Although there is no cure for AD, there are various treatments available which the patient can undergo which could delay or aid symptoms. As mentioned throughout this essay, the MMSE, sMRI and fMRI scans have shown that memory impairments progressively get worse for AD patients. Therefore, clinicians could suggest and help implement interventions aimed at improving their quality of life and aiding memory impairments. For example, cognitive rehabilitation is an intervention devised by clinicians together with the patient and their family to create an individualised strategy to help cognitive impairment (Wilson, 2002 as cited in Clare and Woods, 2004). This method of treatment is particularly useful with early AD with regards to memory difficulties as it enables the AD patient to make the most of the memory ability they still have and find ways of compensating for difficulties. There are several techniques which could be implemented to help the patient’s memory difficulties however, the intervention used takes into consideration the patients’ goals and what impairments are most relevant to the patient and their family (Clare and Woods, 2004). For example, to aid retrieval of memories, the patient could incorporate the expanding rehearsal technique which involves them recalling informational at gradual increasing intervals (De Vreese et al., 2001). In order for the treatment to be effective, the intervention should consist of regular sessions over a prolonged period of weeks to months (Backman, 1996 as cited in De Vreese et al., 2001). De Vreese et al. (2001) and Clare and Woods (2004) both reviewed studies using cognitive rehabilitation as a method of treatment and concluded that this treat is beneficial for AD patients with regards to their memory. Therefore, this displays how once diagnosis has occurred through measures of neuropsychological assessments and neuroimaging, treatment can be implemented in order to aid the patient with AD’s symptoms in the hope of improving their quality of life.

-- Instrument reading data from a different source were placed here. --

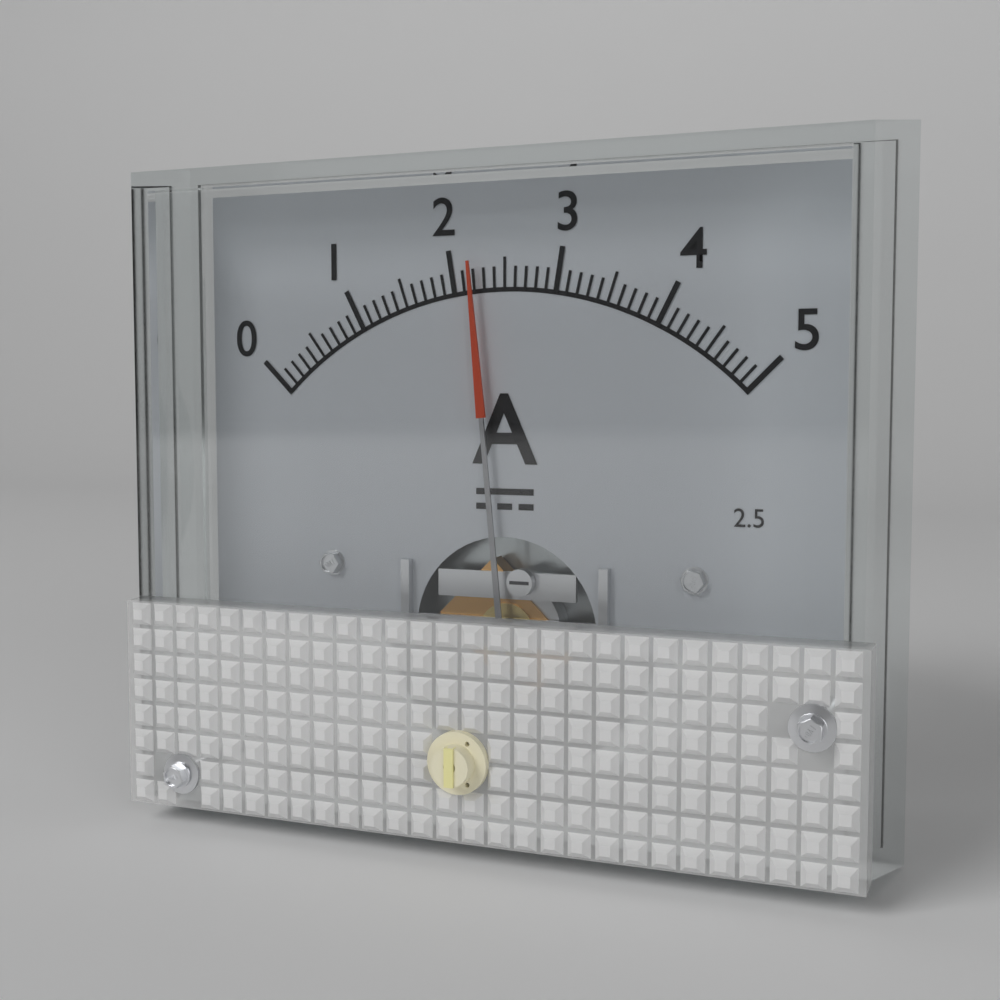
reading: 2.2 A
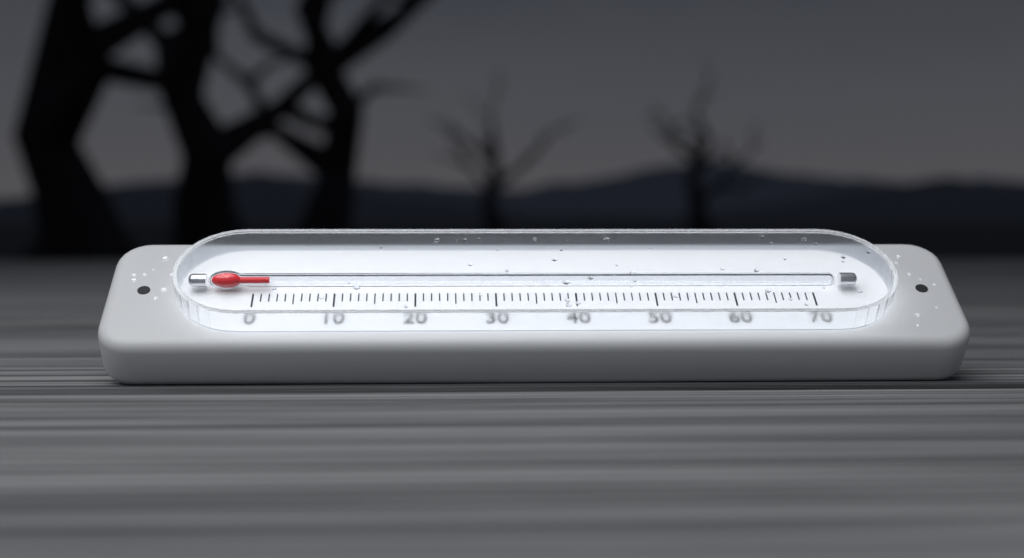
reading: 2 (no unit)
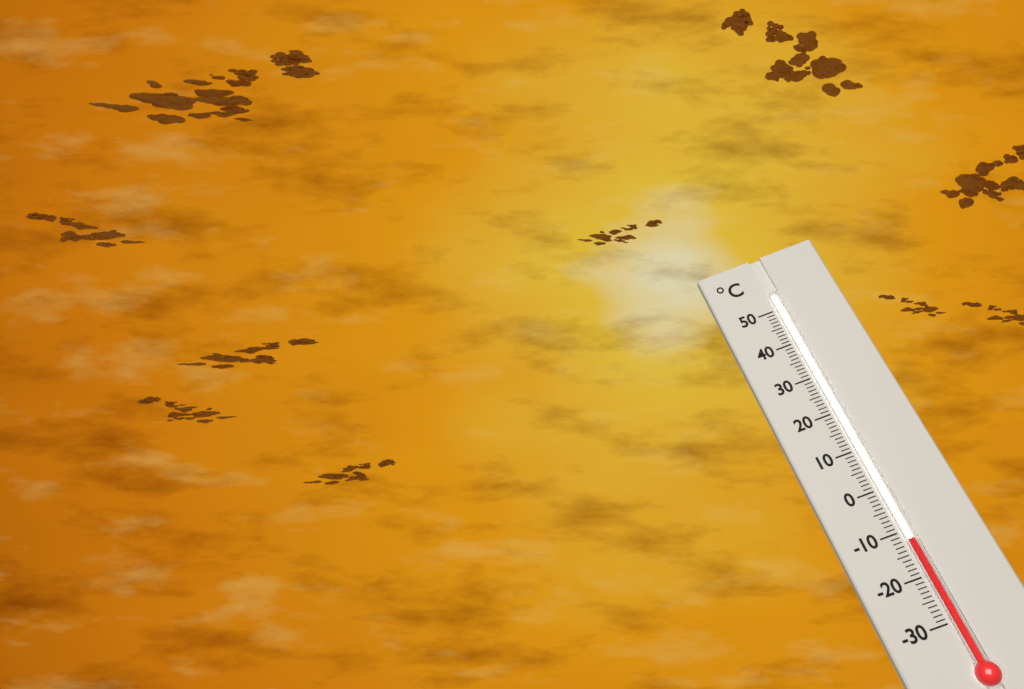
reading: -12 °C
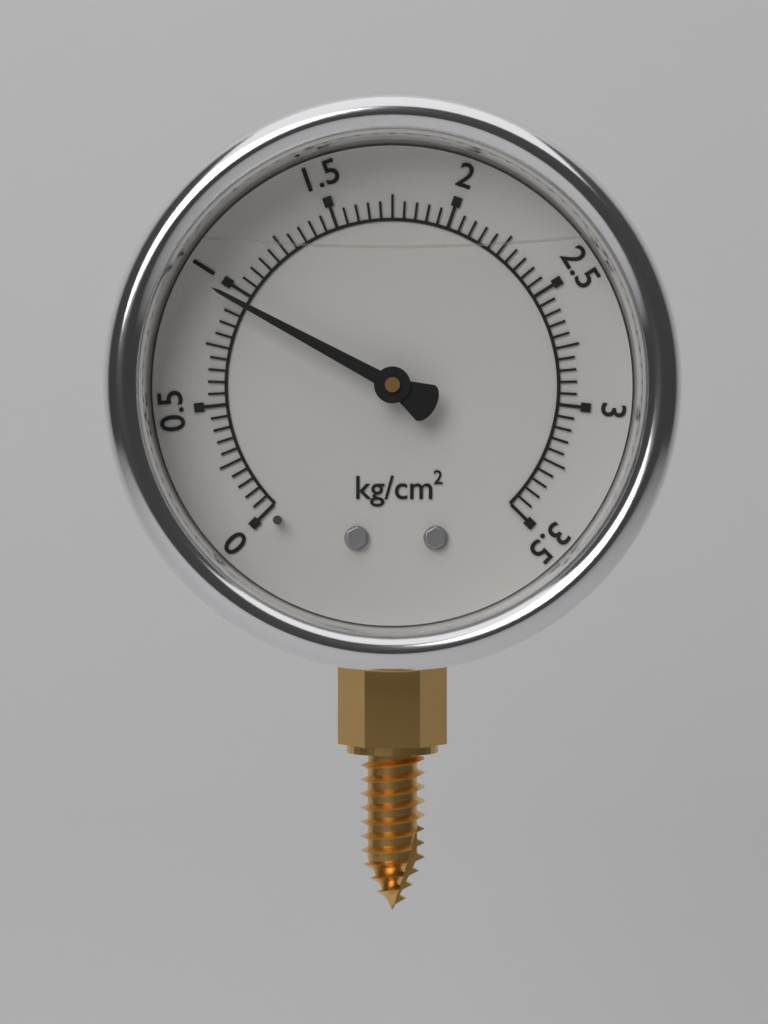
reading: 0.95 kg/cm²
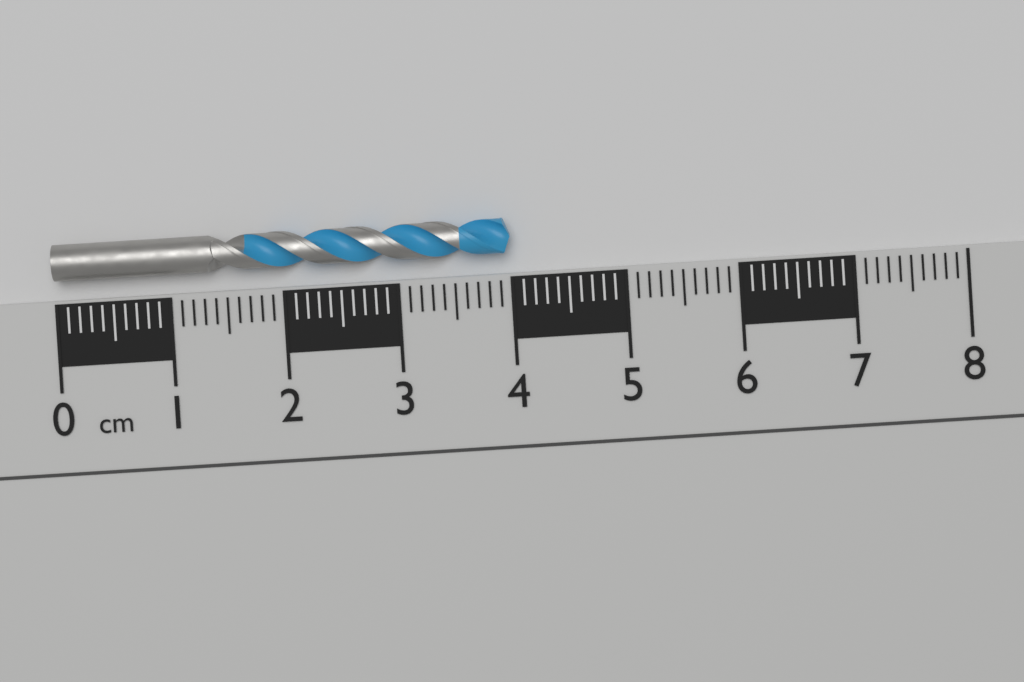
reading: 4.0 cm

To conclude, both neuropsychological assessments and neuroimaging have improved our understanding, prognosis and treatment of dementia. Neuropsychological assessments could be useful in early AD and enable clinicians to assess cognitive impairments throughout the course of the disease. Neuroimaging is particularly useful in establishing biomarkers and provides an insight into changes the brain undergoes through the progressive disease. Although both neuropsychological assessments and neuroimaging methods discussed have relatively high sensitivity and specificity, if used in conjunction with one another, it would be more beneficial for diagnosis and prognosis. Furthermore, if both neuropsychological assessments and neuroimaging are used in prodromal AD, this could enable clinicians to effectively implement treatment which could aid the impairments AD patients undergo thus improving their quality of life.